Tuesday, July 12, 2005


White House Leaks: A serious security matter
It will be interesting to see how and if the WH reacts to all of this. My guess? The arrogance and stonewalling will continue. I'm pretty sure these folks think they are above the law. (that may be the understatement of the year)

President Bush has plenty of evidence to begin acting on Karl Rove's involvement in the disclosure of a secret agent's name to exact political vengeance. The president's choice will say a lot about whether he intends to control abuses of power within what some see as one of the most power-hungry administrations the United States has ever experienced.

The president ought to be outraged that, so far, one reporter has gone to jail for acting honestly while some in his administration continue to be free of consequences for revealing Valerie Plame's identity as a CIA operative. The leak of her name and role to Bush-friendly columnist Robert Novak in 2003 was a violation of federal law, if done deliberately.

For reasons that aren't clear but should cause great unease, Novak apparently faces no legal difficulty while New York Times reporter Judith Miller, who didn't write about the disclosure, sits in jail for rightly refusing to disclose her sources as a matter of high principle.

Bush administration officials became angry at Plame's husband, former Ambassador Joseph Wilson, in July 2003, when he revealed that an investigative trip he made to Niger in 2002 showed that Iraq had made no effort to acquire uranium there. In a New York Times Op-Ed article, Wilson said the administration had twisted the evidence to make a case for its invasion of Iraq earlier in the year.

Now, Newsweek reports show that Rove, Bush's closest political adviser and currently deputy White House chief of staff, was one of the aides discussing Plame's work with reporters. And it was done in precisely the context everyone understood lay behind her outing: Rove was trying to discredit Wilson.

Rove's lawyer said his client did not use Plame's name in the conversation, apparently referring to her only as Wilson's wife and a CIA official. That may be relevant in determining whether, under the law, Rove committed a crime by revealing her identity. It should hold little weight with the president.

Bush should first be outraged at Rove and then eager to clean out a high-ranking official or group of officials who showed disrespect for the spirit and perhaps the letter of the law. It should be especially infuriating to the president that all of the misconduct by his administration, and indirectly the imprisonment of Miller, has been done in his name.

Yes, Bush should be outraged. But he won't be. The man is a sociopath. I honestly think that he doesn't give shit one about anyone but himself and his cronies.

Question is: Will America care? Have we become so jaded that we almost expect criminal behavior from powerful officials?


Print the entries underneath word for word, omitting whatever pictures they contain.

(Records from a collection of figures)
----
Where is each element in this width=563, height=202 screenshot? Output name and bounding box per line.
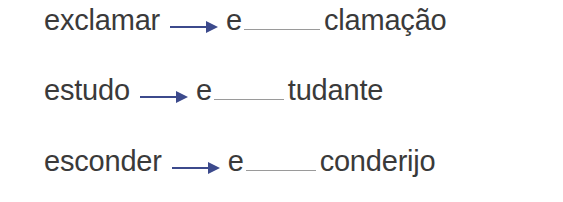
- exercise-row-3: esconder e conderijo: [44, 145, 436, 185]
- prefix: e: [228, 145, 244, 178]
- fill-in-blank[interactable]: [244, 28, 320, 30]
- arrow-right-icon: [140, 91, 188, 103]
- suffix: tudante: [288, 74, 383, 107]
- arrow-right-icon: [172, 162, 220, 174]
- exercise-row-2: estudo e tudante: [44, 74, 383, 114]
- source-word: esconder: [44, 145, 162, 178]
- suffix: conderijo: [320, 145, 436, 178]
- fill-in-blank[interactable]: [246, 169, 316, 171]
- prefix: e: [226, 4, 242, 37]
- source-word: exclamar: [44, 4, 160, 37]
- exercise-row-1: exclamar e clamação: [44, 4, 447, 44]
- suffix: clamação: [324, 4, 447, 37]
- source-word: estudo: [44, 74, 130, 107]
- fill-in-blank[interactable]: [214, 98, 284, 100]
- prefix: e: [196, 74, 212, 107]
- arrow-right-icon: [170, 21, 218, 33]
----
● **Your response**
Where is each element in this width=563, height=202 screenshot? Output name and bounding box per line.
- exercise-row-3: esconder e conderijo: [44, 145, 436, 185]
- prefix: e: [228, 145, 244, 178]
- fill-in-blank[interactable]: [244, 28, 320, 30]
- arrow-right-icon: [140, 91, 188, 103]
- suffix: tudante: [288, 74, 383, 107]
- arrow-right-icon: [172, 162, 220, 174]
- exercise-row-2: estudo e tudante: [44, 74, 383, 114]
- source-word: esconder: [44, 145, 162, 178]
- suffix: conderijo: [320, 145, 436, 178]
- fill-in-blank[interactable]: [246, 169, 316, 171]
- prefix: e: [226, 4, 242, 37]
- source-word: exclamar: [44, 4, 160, 37]
- exercise-row-1: exclamar e clamação: [44, 4, 447, 44]
- suffix: clamação: [324, 4, 447, 37]
- source-word: estudo: [44, 74, 130, 107]
- fill-in-blank[interactable]: [214, 98, 284, 100]
- prefix: e: [196, 74, 212, 107]
- arrow-right-icon: [170, 21, 218, 33]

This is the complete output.